More Google Coolness - Blogger Style

Sometimes Google gets on a roll with getting new features out there.

First, this may have been there for a while, but I finally notice it tonight. You can now check a box after commenting to have all additional comments on a post emailed to you. About time, now maybe commenting discussion can being to improve on a wider scale with blogs. Blogger is at least trying now to go a little ways toward improving the poor blog commenting that some have discussed in the past.

Second, I continue to find good things at Blogger in draft. For those who haven't seen it, Blogger in draft is where Blogger first rolls out new things (primarily for blog site design for now) before giving it to the general public. To see this, just go to draft.blogger.com, rather than www.blogger.com. I noticed today that they now have available any of the literally hundreds of Google gadgets that are already available for places such as the Google personalized homepage. Now, I just have to find a way to wade through the cruft, and find the goodness.

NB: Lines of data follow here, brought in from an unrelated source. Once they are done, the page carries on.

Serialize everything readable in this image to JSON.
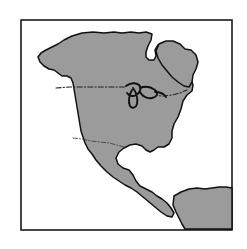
{
  "figure": {
    "title": "North America",
    "alt_text": "Outline map of North America and Central America with national borders",
    "width_px": 247,
    "height_px": 249
  },
  "frame": {
    "name": "map-border-frame",
    "x": 21,
    "y": 20,
    "width": 211,
    "height": 210,
    "stroke_color": "#1a1a1a",
    "fill_color": "#ffffff"
  },
  "style": {
    "land_fill": "#9b9b9b",
    "land_stroke": "#111111",
    "ocean_fill": "#ffffff",
    "page_background": "#ffffff",
    "border_dash_color": "#222222"
  },
  "regions": [
    {
      "name": "north-america-mainland",
      "label": "North America mainland",
      "fill": "#9b9b9b",
      "path": "M 64 40 L 72 36 L 82 33 L 93 32 L 104 33 L 114 32 L 122 33 L 131 32 L 139 33 L 146 32 L 152 34 L 151 40 L 148 46 L 146 52 L 146 57 L 149 60 L 154 60 L 156 56 L 155 50 L 158 45 L 164 42 L 171 42 L 178 45 L 183 50 L 188 50 L 193 53 L 196 59 L 195 66 L 192 72 L 191 79 L 193 85 L 192 91 L 187 95 L 183 101 L 181 109 L 178 117 L 174 124 L 172 131 L 172 138 L 169 144 L 164 147 L 158 147 L 154 150 L 150 152 L 146 150 L 142 146 L 136 144 L 130 145 L 124 148 L 119 152 L 116 158 L 118 164 L 123 168 L 129 170 L 133 175 L 136 181 L 140 186 L 146 189 L 152 192 L 157 196 L 162 199 L 167 203 L 171 208 L 174 213 L 172 217 L 167 216 L 161 212 L 155 207 L 149 202 L 143 197 L 137 192 L 131 188 L 125 185 L 119 181 L 113 177 L 107 172 L 101 166 L 96 160 L 92 154 L 88 149 L 85 143 L 83 137 L 81 131 L 80 125 L 79 119 L 78 113 L 77 107 L 76 101 L 75 95 L 74 89 L 73 83 L 71 78 L 67 76 L 62 76 L 58 73 L 54 70 L 49 69 L 44 66 L 40 62 L 38 57 L 41 53 L 46 50 L 52 47 L 58 44 Z"
    },
    {
      "name": "greenland-labrador-lobe",
      "label": "Greenland and Labrador lobe",
      "fill": "#9b9b9b",
      "path": "M 159 44 L 166 41 L 173 41 L 180 44 L 185 49 L 191 50 L 196 55 L 198 62 L 196 69 L 193 75 L 192 82 L 189 87 L 184 86 L 178 82 L 172 77 L 167 71 L 162 65 L 158 58 L 156 51 Z"
    },
    {
      "name": "south-america-corner",
      "label": "South America (northwest corner)",
      "fill": "#9b9b9b",
      "path": "M 174 196 L 181 192 L 189 189 L 197 188 L 205 189 L 212 188 L 219 187 L 226 187 L 232 188 L 232 229 L 185 229 L 182 224 L 179 218 L 176 212 L 173 205 Z"
    }
  ],
  "lakes": {
    "name": "great-lakes",
    "label": "Great Lakes",
    "path": "M 126 86 C 130 83 136 82 139 85 C 142 88 140 93 136 95 C 133 97 129 96 127 93 M 133 88 C 136 92 138 98 137 104 C 136 108 132 109 130 106 C 128 102 129 95 132 90 M 140 88 C 145 86 151 87 155 90 C 159 93 157 97 152 98 C 147 99 142 96 140 92 M 155 92 C 160 92 164 94 166 97"
  },
  "borders": [
    {
      "name": "us-canada-border",
      "label": "United States – Canada border",
      "style": "dash-dot",
      "emphasis": "strong",
      "path": "M 56 88 L 70 87 L 86 87 L 102 87 L 118 87 L 126 87 M 142 92 L 152 95 L 162 96 L 172 95 L 180 93 L 187 90"
    },
    {
      "name": "us-mexico-border",
      "label": "United States – Mexico border",
      "style": "dash-dot",
      "emphasis": "faint",
      "path": "M 73 138 L 82 139 L 91 141 L 100 142 L 109 143 L 117 145 L 124 147"
    }
  ],
  "legend": {
    "visible": false,
    "entries": []
  },
  "labels": {
    "visible": false,
    "items": []
  }
}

On a separate note, as those who added it to their RSS will already have seen, I finally kicked off my financial advice site tonight. There is a link under my other sites in the sidebar, but the site is http://financiallysimple.blogspot.com if you are so inclined.

What's old IMAP is new IMAP again

Leave it to Google to make ancient software cool again. I switched from POP3 to IMAP back in 1997 while I was still going to school and working at U of I. I used it all the way up until I switched everything over to Gmail web-goodness. Most of that time, it seemed that almost nobody else cared or used IMAP, they were almost all using POP.

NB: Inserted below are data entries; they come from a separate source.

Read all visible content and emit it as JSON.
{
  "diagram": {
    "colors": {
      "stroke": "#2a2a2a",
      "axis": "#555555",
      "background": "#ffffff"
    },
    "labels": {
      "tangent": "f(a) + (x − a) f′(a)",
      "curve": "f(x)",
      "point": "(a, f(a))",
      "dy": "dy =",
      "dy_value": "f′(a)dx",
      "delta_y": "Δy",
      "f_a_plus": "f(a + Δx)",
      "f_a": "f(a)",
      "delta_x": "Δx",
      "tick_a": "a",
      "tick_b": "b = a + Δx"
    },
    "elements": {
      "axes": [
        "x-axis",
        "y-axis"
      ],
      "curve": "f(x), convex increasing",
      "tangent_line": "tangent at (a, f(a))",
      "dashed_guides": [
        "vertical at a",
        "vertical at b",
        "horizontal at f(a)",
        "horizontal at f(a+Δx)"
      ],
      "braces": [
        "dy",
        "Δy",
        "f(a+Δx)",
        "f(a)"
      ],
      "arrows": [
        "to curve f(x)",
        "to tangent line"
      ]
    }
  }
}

Now, suddenly, after Gmail introduces this feature it suddenly comes off as the newest and coolest thing around. Amazing. In my mind (and apparently a sentiment shared by others) it is long overdue. I actually wanted to switch the domain for one of my email addresses to Google Hosted a while back, and the lack of IMAP for use on my friend's cell phone was the reason we couldn't.

So, I now am so stuck on the gmail web experience that I really have no use for this feature, but since it was on one of my accounts, I decided to give it a whirl.

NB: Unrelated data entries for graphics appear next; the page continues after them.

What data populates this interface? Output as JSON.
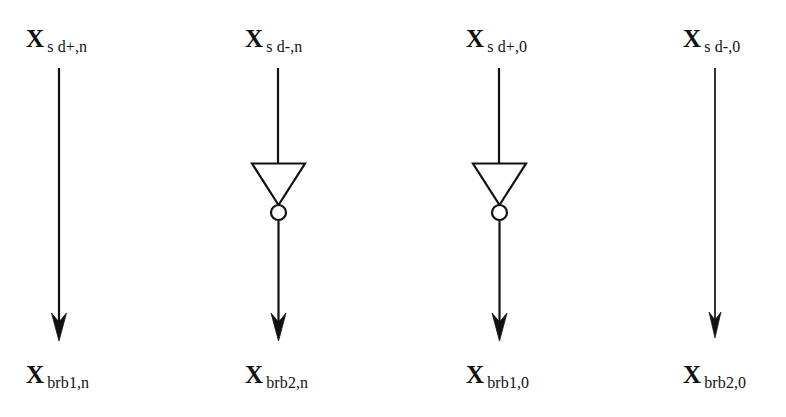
{
  "diagram": {
    "background_color": "#ffffff",
    "line_color": "#111111",
    "canvas": {
      "width": 786,
      "height": 417
    },
    "columns": [
      {
        "id": "col-1",
        "gate": "none",
        "top_label": {
          "base": "X",
          "sub": "s d+,n"
        },
        "bottom_label": {
          "base": "X",
          "sub": "brb1,n"
        }
      },
      {
        "id": "col-2",
        "gate": "inverter",
        "top_label": {
          "base": "X",
          "sub": "s d-,n"
        },
        "bottom_label": {
          "base": "X",
          "sub": "brb2,n"
        }
      },
      {
        "id": "col-3",
        "gate": "inverter",
        "top_label": {
          "base": "X",
          "sub": "s d+,0"
        },
        "bottom_label": {
          "base": "X",
          "sub": "brb1,0"
        }
      },
      {
        "id": "col-4",
        "gate": "none",
        "top_label": {
          "base": "X",
          "sub": "s d-,0"
        },
        "bottom_label": {
          "base": "X",
          "sub": "brb2,0"
        }
      }
    ]
  }
}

Overall, it looks like they have done a very good job with it. I think it appears to function well and I think all of the logistical questions that I have are now answered. Here are my thoughts.

The Good
  1. Labels show up as separate IMAP folders. Better still (and to answer one of my main questions), if you tag something with multiple labels it shows up in multiple folders under IMAP. Very nice.
  2. Inbox and folders are shown at the top level, and then hidden under a [Gmail] folder is essentially the folder list from the left-hand side of the web interface. Thus "all mail" and friends are available, but nicely hidden.
  3. Refer to #1. Now, try to go the other way. Dragging a message into a folder will automatically add that label to the message in gmail, copying to multiple will add all of them. Very slick.
The Bad
  1. Remember Gmail's fantastic idea that you never delete anything, you just archive it? Fantastic idea, I've raved like a lunatic about the value of data for a while now, and I use this as a shining example of how to do it right. Until you have to fetch all of those headers over IMAP... Outlook (my unfortunate choice of IMAP client) froze completely for about 10 minutes trying to pull this off. Most of that is Outlooks fault though. As long as you never fetch the headers for the "all mail" folder, this shouldn't be too terrible (maybe).
  2. This actually isn't anything against Google, it is against Microsoft. It turns out there wasn't as much bad as I expected, so this is filler. I setup the account in Outlook to use IMAP, and I happen to have a gmail address that is "something.somethingelse@gmail.com". Outlook politely warned me that my email address looked invalid, but then happily continued and worked perfectly. Morons. Reminds me of when BestBuy.com couldn't handle the hyphen in one of my email addresses. Read the email RFC's guys, this isn't hard.
So, good job Google. Your implementation of 1990's technology seems superb.